Protection is less here than higher up under the projecting eaves, and the Achilles’ heel of the cob wall is undoubtedly its base.
This vulnerable part, exposed as it is to driven rain, back-splash, and the casual kicks, should be given special protection.
Where the base is of cob and not of masonry, the traditional method is to provide a good deep skirting of pitch or tar, or a mixture of both, applied hot to the face of the rendering that should completely cover the exterior of all cob work.
This rendering is usually composed of lime and hair mortar, though Portland cement has come into use to some extent recently.
Cement, however, is apt to be rather too “short” and brittle, and it does not always hold to the cob walling very securely.
A rendering consisting of an equal mixture of cement and lime with three parts of sand adheres well to cob, however, and is probably the best coating that can be given to it.
This coating can be colour-washed or lime-whited in the usual way.

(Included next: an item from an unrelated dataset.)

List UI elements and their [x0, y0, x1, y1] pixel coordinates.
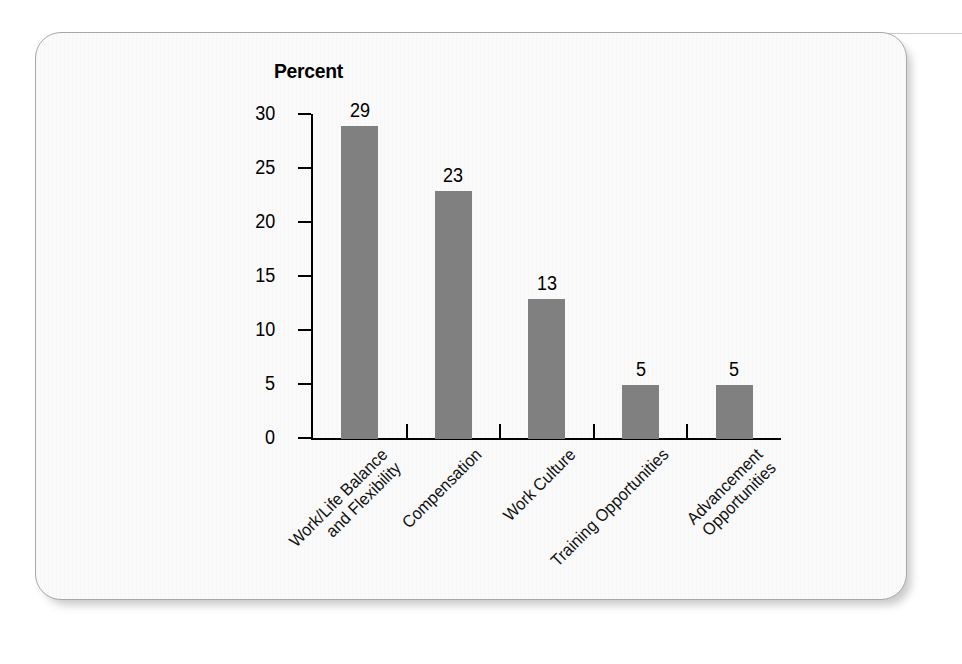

The granular surface of rough rendering or of “slap-dash” on the slightly wavy surface of cob walling perhaps gives to whitewash its very highest opportunity and charm.
Certain it is that the old cob cottages of Devon with the pearly gleam of their white walls, their heaving bulk of thatch and their trim black skirtings, are as gracious and as pleasant to the eye as any in all the length and breadth of England.
Within, lime-and-hair mortar plastered straight on to the cob makes an excellent lining.
Chimneys.—Nowadays, chimneys are commonly built up in brick or stone, but numerous good examples survive of flues and stacks constructed in cob. The insides of these are pargeted with lime and cow-dung in the usual way, brickwork being only introduced immediately around the fireplaces.